[Xs & Joes 50] Expectations For IU – What Are Reasonable Outcomes For Football and Basketball?
Bob Moats and Mike Wiemuth check in from opposite sides of the country to discuss IU’s impending national championship matchup with Miami and IU basketball's recent struggles.
Bob Moats and Mike Wiemuth check in from opposite sides of the country to discuss IU’s impending national championship matchup with Miami, dissect the Hoosiers’ recent basketball struggles, and explore what reasonable expectations look like for both programs right now.
The Rose Bowl That Wasn’t
Bob and Mike open with the bittersweet realization that their long-planned Back Home Network meetup this weekend could have been in Miami for the national championship game instead of Bloomington for an Iowa basketball matchup.
They discuss IU’s status as an 8.5-point favorite over Miami, the narrative that IU “hasn’t been tested” despite beating Ohio State, Oregon, and Alabama by a combined margin that would make Sherman’s March to the Sea look gentle, and why Miami fans might want to check out Homefield Apparel’s vintage Hurricanes collection before Monday’s game.
Basketball’s Reality Check
The conversation shifts to IU basketball’s brutal week—blowing a 16-point lead to Nebraska and getting boat-raced by Michigan State at Breslin. Bob and Mike break down what’s actually happening beyond the disappointing results:
The roster gaps they identified in the preseason are showing up exactly as predicted—too many elite shooters, not enough drivers or rim protection
Lamar Wilkerson is performing at a legitimate All-American level (near 10 BPM), but when defenses key on him and Tucker DeVries, IU struggles to generate offense elsewhere
Conerway is the only true penetrator, and when teams neutralize him, the offense becomes predictable and easy to defend
Against physically superior teams like Michigan State, IU’s passing windows close dramatically and their carefully designed actions don’t create the same looks they get in practice
The Roster Construction Story
Mike explains the brutal timeline Darian DeVries faced building this roster—hired in mid-April right as the portal was opening, with top guards already off the board before IU even had a full staff assembled.
They discuss how next year’s portal cycle can address many of these gaps, and why this season’s limitations don’t predict future struggles.
Scheme and Psychology
Bob dives into the X’s and O’s, noting IU is getting nearly 20% of their possessions off cuts and off-ball screens—historically high for DeVries—because they have to manufacture offense without dominant drivers or post players. When defenses adjust and take away these actions, IU doesn’t have a clear “what’s next” option.
The mental side matters too: watching players tunnel-vision toward Wilkerson late in games or run actions mechanically rather than reading the defense shows a team still figuring out who they are.
Looking Ahead
They close by previewing Saturday’s Iowa game as a better measuring stick than the Michigan State beatdown, discussing upcoming video breakdowns of IU’s offensive schemes, and teasing a deep dive into Curt Cignetti’s historical context as potentially IU’s greatest athletic department hire ever—regardless of Monday’s outcome in Miami.
This episode brought to you by the Back Home Network and Homefield Apparel.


Activity
Look through the listing below and work out how many of its lines hold the word "Encaminhar". Give only the number.

Listed entries
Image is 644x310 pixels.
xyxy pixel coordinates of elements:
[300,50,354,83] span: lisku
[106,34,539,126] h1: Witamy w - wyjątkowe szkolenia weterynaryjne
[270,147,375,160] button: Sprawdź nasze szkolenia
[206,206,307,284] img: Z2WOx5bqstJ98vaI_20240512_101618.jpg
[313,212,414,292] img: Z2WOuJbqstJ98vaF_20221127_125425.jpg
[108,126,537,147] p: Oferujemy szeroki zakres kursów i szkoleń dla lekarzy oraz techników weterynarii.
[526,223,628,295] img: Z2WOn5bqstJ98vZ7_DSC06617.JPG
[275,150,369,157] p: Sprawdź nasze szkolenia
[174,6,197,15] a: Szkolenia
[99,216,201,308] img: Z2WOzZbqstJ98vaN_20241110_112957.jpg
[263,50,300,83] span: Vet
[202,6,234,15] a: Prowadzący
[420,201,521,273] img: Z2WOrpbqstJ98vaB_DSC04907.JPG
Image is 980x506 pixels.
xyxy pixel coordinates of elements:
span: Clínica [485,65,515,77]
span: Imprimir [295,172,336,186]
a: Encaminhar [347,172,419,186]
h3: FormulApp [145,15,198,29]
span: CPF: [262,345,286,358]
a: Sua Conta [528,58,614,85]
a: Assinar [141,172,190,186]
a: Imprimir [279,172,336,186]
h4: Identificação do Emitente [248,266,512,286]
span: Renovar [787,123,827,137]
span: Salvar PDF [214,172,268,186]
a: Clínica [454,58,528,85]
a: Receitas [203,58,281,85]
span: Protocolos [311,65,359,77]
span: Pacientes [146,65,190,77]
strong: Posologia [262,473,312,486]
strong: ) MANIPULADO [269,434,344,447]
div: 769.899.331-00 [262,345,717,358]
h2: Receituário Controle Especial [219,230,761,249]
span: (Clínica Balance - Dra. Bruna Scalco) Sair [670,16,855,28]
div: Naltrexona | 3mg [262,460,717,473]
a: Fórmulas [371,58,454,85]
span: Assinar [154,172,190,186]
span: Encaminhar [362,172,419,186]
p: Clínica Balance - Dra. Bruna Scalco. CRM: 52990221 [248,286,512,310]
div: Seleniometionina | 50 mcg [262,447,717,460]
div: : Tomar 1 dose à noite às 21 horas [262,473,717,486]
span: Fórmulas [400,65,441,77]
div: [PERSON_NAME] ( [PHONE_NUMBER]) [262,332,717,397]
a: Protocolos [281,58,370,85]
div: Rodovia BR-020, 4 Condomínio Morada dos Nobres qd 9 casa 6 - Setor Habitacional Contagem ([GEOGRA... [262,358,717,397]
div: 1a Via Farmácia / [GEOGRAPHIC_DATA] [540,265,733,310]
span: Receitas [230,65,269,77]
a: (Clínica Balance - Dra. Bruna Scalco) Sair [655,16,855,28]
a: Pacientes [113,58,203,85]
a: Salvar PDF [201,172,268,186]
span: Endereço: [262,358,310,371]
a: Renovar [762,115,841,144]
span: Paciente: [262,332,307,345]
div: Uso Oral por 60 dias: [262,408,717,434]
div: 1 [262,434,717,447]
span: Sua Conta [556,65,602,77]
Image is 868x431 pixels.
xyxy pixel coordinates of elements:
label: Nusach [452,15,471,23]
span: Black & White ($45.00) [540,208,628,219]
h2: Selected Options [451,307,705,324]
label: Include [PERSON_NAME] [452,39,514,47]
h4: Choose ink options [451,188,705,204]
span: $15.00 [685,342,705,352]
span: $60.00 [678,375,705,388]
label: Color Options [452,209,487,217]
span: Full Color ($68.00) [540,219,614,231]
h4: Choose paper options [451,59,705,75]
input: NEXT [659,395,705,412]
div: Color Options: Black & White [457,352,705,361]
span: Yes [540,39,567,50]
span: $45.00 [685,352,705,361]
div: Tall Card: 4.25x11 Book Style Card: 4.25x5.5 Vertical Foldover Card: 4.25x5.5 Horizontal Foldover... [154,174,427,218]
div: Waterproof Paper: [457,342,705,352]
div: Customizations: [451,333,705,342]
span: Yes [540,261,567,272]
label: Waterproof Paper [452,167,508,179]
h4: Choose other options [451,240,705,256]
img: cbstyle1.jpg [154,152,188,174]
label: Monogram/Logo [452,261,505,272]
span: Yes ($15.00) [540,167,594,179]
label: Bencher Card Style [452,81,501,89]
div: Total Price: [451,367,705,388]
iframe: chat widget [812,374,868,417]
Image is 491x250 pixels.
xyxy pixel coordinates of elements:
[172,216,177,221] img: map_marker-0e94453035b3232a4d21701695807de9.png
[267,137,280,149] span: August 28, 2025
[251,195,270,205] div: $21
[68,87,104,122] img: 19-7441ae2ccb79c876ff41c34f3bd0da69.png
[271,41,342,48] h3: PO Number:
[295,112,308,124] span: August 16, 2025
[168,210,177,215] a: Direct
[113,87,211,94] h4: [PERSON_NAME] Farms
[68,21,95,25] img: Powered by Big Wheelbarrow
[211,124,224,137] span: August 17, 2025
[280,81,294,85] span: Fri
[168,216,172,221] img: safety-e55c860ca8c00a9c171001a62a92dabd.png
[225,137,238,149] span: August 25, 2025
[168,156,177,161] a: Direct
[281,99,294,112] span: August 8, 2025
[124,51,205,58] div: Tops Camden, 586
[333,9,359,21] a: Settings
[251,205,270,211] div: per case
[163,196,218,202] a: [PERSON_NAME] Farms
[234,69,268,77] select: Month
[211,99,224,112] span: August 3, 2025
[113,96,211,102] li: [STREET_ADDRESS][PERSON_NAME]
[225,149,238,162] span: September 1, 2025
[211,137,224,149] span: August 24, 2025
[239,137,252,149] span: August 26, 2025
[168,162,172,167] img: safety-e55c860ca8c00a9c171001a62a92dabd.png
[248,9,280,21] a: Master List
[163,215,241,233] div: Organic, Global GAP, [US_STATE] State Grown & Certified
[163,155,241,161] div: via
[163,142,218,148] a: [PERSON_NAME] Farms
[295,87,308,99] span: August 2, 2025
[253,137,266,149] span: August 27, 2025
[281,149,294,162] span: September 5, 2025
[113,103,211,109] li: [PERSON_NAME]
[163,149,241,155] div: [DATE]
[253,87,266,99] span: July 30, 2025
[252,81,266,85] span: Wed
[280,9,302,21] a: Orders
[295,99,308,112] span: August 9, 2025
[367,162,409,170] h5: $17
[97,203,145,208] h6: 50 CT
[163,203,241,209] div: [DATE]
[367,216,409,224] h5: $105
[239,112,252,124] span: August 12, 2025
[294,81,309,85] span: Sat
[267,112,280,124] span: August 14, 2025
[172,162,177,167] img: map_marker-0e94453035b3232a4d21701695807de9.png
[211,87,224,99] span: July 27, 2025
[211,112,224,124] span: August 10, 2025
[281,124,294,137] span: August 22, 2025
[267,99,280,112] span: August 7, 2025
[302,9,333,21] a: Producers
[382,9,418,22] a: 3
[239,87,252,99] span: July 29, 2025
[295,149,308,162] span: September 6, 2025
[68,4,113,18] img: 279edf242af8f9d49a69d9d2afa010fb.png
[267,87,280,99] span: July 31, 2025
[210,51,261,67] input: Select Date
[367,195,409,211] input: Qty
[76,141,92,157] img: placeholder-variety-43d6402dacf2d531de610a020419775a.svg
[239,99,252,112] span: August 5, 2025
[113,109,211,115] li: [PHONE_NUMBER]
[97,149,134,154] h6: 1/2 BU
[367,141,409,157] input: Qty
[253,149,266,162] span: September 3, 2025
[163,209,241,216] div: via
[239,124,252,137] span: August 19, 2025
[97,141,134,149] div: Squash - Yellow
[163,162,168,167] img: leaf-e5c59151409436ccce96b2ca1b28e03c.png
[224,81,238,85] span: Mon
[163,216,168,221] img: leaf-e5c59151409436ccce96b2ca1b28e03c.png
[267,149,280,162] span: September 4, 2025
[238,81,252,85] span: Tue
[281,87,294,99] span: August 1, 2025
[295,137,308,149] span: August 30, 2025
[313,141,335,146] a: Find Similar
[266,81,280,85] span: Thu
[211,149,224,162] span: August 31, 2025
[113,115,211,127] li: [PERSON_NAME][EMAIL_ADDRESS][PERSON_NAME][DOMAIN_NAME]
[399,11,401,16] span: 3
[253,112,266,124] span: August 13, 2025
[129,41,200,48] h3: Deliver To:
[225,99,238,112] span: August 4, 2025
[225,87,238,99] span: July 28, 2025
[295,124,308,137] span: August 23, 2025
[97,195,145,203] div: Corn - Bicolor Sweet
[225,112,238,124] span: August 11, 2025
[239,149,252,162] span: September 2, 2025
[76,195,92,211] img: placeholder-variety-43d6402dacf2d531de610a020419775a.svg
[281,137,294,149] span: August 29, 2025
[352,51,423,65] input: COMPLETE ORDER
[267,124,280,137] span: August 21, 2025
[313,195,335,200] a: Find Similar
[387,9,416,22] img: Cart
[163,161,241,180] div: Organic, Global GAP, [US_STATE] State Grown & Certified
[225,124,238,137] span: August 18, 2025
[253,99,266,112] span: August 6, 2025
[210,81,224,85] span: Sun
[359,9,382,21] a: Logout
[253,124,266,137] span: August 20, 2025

Expected answer
2